John Brown’s Body Today

John Brown’s Body
Lies a moldering in the grave
His truth is marching on!

it is difficult to comprehend today that  thousands of white Americans,  including my great great grandfather Ezra Fuller, were marching with Sherman through Georgia, facilitating the rebellion of slaves freeing  themselves from their bondage. Union soldiers destroyed the means  of production and distribution—such as pieces of railroad track, heated and twisted around trees, renamed “Sherman’s Neckties”—that had made the slave economy possible. Along the way,  they intoned this historic antiracist verse. Sherman himself later claimed that the soldiers sang perfectly in tune, which must be impossible. But we may wonder.

Julia Ward Howe had already expanded this lyric, in 1861, for a poem that became the basis of the Battle Hymn of the Republic.  Sung in churches as the War moved toward a successful conclusion, this  longer version ends

As He died to make men holy
Let us die to make men free!
As God is marching on.

Since childhood, I have found these verses stirring.  Much later, probably after reading Steinbeck’s epic novel,  I went back to an earlier verse

He is trampling out the vineyards
Where the grapes of wrath are stored.

Think about that today!

We, as a society, are tasting those grapes of wrath. They are bitter. But perhaps not bitter enough.

In one of the luminous texts of the 20th century, W.E.B. Du Bois added, to his earlier Souls of Black Folk, an afterword: “The Souls of White Folk.” Here, Du Bois lays out the fate of twentieth century civilization and beyond.

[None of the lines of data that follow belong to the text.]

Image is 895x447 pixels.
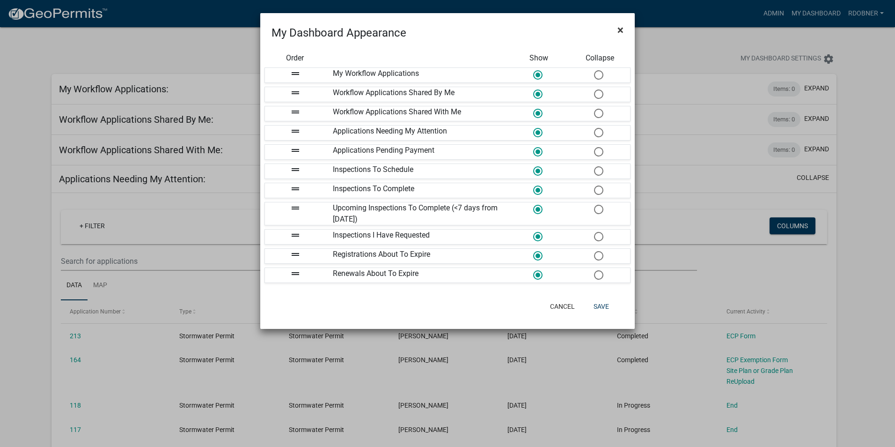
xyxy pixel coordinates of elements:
[290,202,301,214] i: drag_handle
[618,23,624,37] span: ×
[290,183,301,194] i: drag_handle
[326,106,508,121] div: Workflow Applications Shared With Me
[290,268,301,279] i: drag_handle
[326,164,508,178] div: Inspections To Schedule
[290,229,301,241] i: drag_handle
[543,298,582,315] button: Cancel
[508,52,569,64] div: Show
[326,145,508,159] div: Applications Pending Payment
[326,229,508,244] div: Inspections I Have Requested
[326,87,508,102] div: Workflow Applications Shared By Me
[290,87,301,98] i: drag_handle
[326,68,508,82] div: My Workflow Applications
[326,202,508,225] div: Upcoming Inspections To Complete (<7 days from [DATE])
[326,268,508,282] div: Renewals About To Expire
[290,106,301,118] i: drag_handle
[586,298,617,315] button: Save
[326,125,508,140] div: Applications Needing My Attention
[272,24,406,41] h4: My Dashboard Appearance
[290,68,301,79] i: drag_handle
[610,17,631,43] button: Close
[570,52,631,64] div: Collapse
[326,183,508,198] div: Inspections To Complete
[290,164,301,175] i: drag_handle
[290,145,301,156] i: drag_handle
[326,249,508,263] div: Registrations About To Expire
[265,52,325,64] div: Order
[290,249,301,260] i: drag_handle
[290,125,301,137] i: drag_handle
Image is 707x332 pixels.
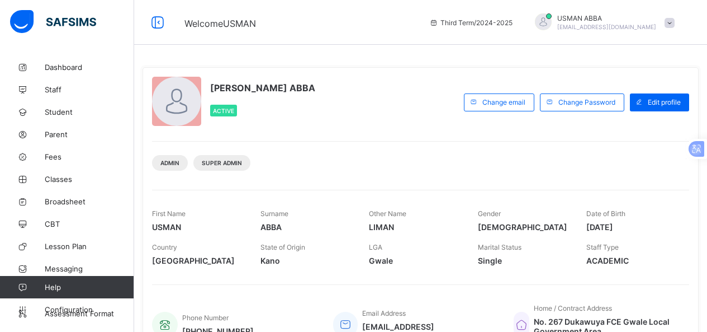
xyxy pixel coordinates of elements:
span: [EMAIL_ADDRESS][DOMAIN_NAME] [558,23,657,30]
span: First Name [152,209,186,218]
span: Admin [161,159,180,166]
span: Parent [45,130,134,139]
span: Home / Contract Address [534,304,612,312]
span: Change Password [559,98,616,106]
span: CBT [45,219,134,228]
span: Other Name [369,209,407,218]
span: session/term information [430,18,513,27]
span: Gwale [369,256,461,265]
span: Change email [483,98,526,106]
div: USMANABBA [524,13,681,32]
span: Surname [261,209,289,218]
span: State of Origin [261,243,305,251]
span: Phone Number [182,313,229,322]
span: Classes [45,174,134,183]
span: USMAN [152,222,244,232]
span: Edit profile [648,98,681,106]
span: Marital Status [478,243,522,251]
span: Lesson Plan [45,242,134,251]
span: Kano [261,256,352,265]
span: Super Admin [202,159,242,166]
span: LIMAN [369,222,461,232]
span: Single [478,256,570,265]
span: Staff Type [587,243,619,251]
span: Broadsheet [45,197,134,206]
span: Configuration [45,305,134,314]
span: USMAN ABBA [558,14,657,22]
span: Staff [45,85,134,94]
span: [GEOGRAPHIC_DATA] [152,256,244,265]
img: safsims [10,10,96,34]
span: Help [45,282,134,291]
span: Country [152,243,177,251]
span: [DATE] [587,222,678,232]
span: Active [213,107,234,114]
span: [DEMOGRAPHIC_DATA] [478,222,570,232]
span: ACADEMIC [587,256,678,265]
span: Messaging [45,264,134,273]
span: [PERSON_NAME] ABBA [210,82,315,93]
span: LGA [369,243,383,251]
span: ABBA [261,222,352,232]
span: Welcome USMAN [185,18,256,29]
span: Email Address [362,309,406,317]
span: Dashboard [45,63,134,72]
span: Gender [478,209,501,218]
span: Fees [45,152,134,161]
span: Student [45,107,134,116]
span: Date of Birth [587,209,626,218]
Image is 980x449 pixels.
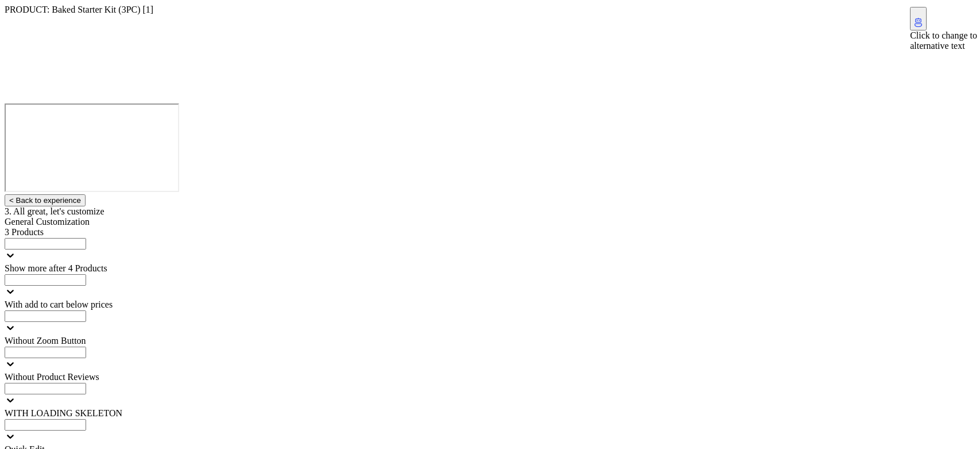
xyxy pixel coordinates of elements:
span: 3. All great, let's customize [5,207,104,216]
div: Without Product Reviews [5,372,975,382]
span: PRODUCT: Baked Starter Kit (3PC) [1] [5,5,153,14]
div: 3 Products [5,227,975,238]
div: WITH LOADING SKELETON [5,408,975,418]
div: Without Zoom Button [5,336,975,346]
div: With add to cart below prices [5,299,975,309]
button: edit with ai [910,7,927,30]
button: < Back to experience [5,194,85,207]
img: edit with ai [915,18,922,27]
span: Click to change to alternative text [910,30,977,50]
span: General Customization [5,217,89,226]
div: Show more after 4 Products [5,263,975,274]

He writes in the aftermath of the First World War—despite patriotic rhetoric, only a war of empire, fought over control of the Global South, its resources and it exploitable population. Back at home, race riots, pogroms against black communities raged, and he wrote:

America, Land of Democracy, wanted to believe in the failure of democracy so far as darker people were concerned. Absolutely without excuse she established a caste system, rushed into preparation for war, and conquered tropical colonies. She stands shoulder to shoulder with Europe in Europe’s worst sin against civilization…[and meanwhile]…She trains her immigrants to this despising of ‘niggers’ from the day of their landing, and they carry and send the news back to the submerged classes in the fatherlands….

Back beyond the world and swept by these wild, white faces of the awful dead, why will this Soul of White Folk—this modern Prometheus,—hang bound by his own binding, tethered by a fable of the past? I hear his mighty cry reverberating through the world, “I am white!” Well, and good, O Prometheus, divine thief! Is not the world wide enough for two colors, for many little shinings of the sun? Why, then, devour your own vitals if I answer even as proudly, “I am black!”

Paul Buhle is a retired historian, and co-founder, with Scott Molloy, of an oral history project on blue collar Rhode Islanders.